Clean Air Council


Interview with Senior Litigation Attorney, Alex Bomstein

Alex Bomstein, Esq. Senior Litigation Attorney

Interview with Alex Bomstein, Esq., Senior Litigation Attorney

  1. Where are you from and what’s your background?

I was born and spent the first year of my life in Philly, and then grew up just north of the city in Cheltenham Township. Philly’s my home, and I was excited to move back right after graduating law school

  1. How long have you been with the Council?

 It’ll be seven years in January!

  1. What’s your expertise you bring to the Council? How do you use it to fight for a cleaner environment?

I’ve been playing some role in the work to defend the earth for most of my life, though I’m much more effective at it now than when I was planting trees in the high school courtyard. I earned my litigation chops doing commercial litigation at a big firm, but joining the Council and jumping into environmental law required climbing up a steep learning curve. Now, my job entails managing cases and filing briefs but also a lot more than that. I talk with our partners on the front lines about how the law affects them. I coordinate with our peer groups in our campaigns. I urge agencies to regulate better. I communicate to the public the importance of this work and try to render legalese in plain English. The Council is a small shop and we need to do a lot!

  1. What’s kept you motivated and invested all these years in environmental legal fights (esp. when legal battles are long-term, intensive, and emotionally draining)?

The hardest thing in public interest environmental law is staying in the game though the deck is stacked against you every time. I have had losses that absolutely drained the life out of me and made me question my career choices. A loss in this field means the loss of life–wildlife and human life–and the loss of irreplaceable places. But the bigger losses are those we are guaranteed to experience if we never try at all. Because I love life in all its forms, I can’t give up. In the last two weeks as I write this, we’ve just won an incredible string of victories that were years in the making. We just have to power through the bad times to make it to the good ones.  

  1. What’s the biggest challenge to winning legal victories for the environment? 

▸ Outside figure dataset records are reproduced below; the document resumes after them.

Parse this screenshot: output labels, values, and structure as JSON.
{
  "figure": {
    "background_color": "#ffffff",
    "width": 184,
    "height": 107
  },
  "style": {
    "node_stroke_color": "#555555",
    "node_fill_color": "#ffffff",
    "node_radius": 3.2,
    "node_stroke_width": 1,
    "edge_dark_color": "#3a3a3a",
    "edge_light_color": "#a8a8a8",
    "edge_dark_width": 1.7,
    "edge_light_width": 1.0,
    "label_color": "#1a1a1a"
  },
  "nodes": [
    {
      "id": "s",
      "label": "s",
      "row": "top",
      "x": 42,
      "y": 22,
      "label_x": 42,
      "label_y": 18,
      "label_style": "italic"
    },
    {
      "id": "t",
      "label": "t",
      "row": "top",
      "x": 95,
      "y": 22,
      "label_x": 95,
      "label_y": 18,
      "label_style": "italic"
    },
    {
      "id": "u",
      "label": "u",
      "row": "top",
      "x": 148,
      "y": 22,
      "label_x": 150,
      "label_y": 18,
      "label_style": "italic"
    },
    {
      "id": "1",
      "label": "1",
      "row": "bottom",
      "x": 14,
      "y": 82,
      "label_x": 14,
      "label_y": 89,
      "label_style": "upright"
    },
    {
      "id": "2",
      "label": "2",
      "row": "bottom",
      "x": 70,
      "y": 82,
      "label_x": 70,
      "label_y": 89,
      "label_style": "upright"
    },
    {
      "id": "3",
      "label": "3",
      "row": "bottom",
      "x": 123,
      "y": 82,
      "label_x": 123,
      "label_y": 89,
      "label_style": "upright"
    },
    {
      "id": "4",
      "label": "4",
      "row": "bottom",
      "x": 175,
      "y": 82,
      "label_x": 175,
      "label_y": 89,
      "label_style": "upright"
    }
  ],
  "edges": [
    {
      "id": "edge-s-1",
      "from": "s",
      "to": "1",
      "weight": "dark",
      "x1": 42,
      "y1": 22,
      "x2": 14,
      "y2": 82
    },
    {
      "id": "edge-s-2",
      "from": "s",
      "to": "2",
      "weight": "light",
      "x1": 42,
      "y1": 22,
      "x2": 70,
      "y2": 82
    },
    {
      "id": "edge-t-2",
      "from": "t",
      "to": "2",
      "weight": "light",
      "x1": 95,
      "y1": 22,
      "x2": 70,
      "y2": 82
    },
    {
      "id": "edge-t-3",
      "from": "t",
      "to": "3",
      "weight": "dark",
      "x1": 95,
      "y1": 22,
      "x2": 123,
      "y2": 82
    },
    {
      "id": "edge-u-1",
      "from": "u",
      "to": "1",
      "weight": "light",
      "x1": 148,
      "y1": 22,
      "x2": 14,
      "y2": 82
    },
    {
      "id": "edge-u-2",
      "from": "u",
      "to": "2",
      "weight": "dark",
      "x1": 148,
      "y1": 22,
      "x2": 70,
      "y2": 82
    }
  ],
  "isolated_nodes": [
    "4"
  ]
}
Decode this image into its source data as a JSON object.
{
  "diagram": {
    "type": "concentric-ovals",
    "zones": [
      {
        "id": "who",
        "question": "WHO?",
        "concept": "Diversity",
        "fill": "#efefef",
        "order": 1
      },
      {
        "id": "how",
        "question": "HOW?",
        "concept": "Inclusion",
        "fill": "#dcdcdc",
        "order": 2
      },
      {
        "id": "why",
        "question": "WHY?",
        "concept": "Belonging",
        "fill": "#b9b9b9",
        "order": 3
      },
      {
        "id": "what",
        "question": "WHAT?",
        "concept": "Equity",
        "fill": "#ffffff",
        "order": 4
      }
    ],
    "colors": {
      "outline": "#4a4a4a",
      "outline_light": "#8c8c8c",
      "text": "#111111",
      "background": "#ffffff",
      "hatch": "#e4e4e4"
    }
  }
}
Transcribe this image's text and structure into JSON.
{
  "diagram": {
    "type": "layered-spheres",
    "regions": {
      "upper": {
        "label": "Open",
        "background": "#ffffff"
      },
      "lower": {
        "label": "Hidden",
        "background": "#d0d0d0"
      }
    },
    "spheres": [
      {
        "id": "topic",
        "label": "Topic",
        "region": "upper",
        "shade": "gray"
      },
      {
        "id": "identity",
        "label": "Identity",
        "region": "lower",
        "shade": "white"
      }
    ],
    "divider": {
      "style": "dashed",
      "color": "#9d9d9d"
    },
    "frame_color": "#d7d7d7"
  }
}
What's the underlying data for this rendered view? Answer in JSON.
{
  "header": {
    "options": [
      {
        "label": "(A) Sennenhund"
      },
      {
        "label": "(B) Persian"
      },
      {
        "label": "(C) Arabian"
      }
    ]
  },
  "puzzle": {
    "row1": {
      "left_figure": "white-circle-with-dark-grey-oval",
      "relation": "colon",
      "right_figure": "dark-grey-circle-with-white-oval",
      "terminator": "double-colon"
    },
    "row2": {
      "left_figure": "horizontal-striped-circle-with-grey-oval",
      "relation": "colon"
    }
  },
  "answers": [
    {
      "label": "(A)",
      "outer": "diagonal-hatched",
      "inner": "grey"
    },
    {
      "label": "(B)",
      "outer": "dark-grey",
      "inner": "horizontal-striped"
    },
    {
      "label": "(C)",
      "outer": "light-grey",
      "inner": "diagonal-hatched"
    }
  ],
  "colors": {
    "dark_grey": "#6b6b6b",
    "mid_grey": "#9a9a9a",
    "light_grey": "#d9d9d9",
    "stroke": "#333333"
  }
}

It’s that stacked deck I mentioned! We are fighting against the deeply ingrained assumption people have that if a big corporation with a lot of employees is making money on some business venture, it’s probably more or less fine, or at most needs some polishing around the edges. But we are in the midst of, and causing, the greatest climatic and ecological crisis humanity has seen. For judges to continue casually ignoring the environmental protection laws in favor of the laissez-faire status quo just doesn’t cut it anymore. 

  1. What’s the most promising change(s) you’ve seen in court recently that shifts the environmental movements progress forward?

In the last few years, the Pennsylvania Supreme Court has started to take the Environmental Rights Amendment to the Pennsylvania Constitution seriously; that is, it has started to issue rulings interpreting the guarantees to clean air and pure water and to the preservation of our natural resources to mean just what they say rather than interpreting them to mean nothing. That may sound very basic and obvious, but it’s actually a huge shift. If every court and agency and forum simply interpreted our environmental laws the same way–as what they plainly say, rather than as nothing–it would be nothing short of revolutionary. 

  1. What legal battles would you be thrilled to win? Why?

We have many plans, but the Council is my client and as a lawyer I need to keep its secrets!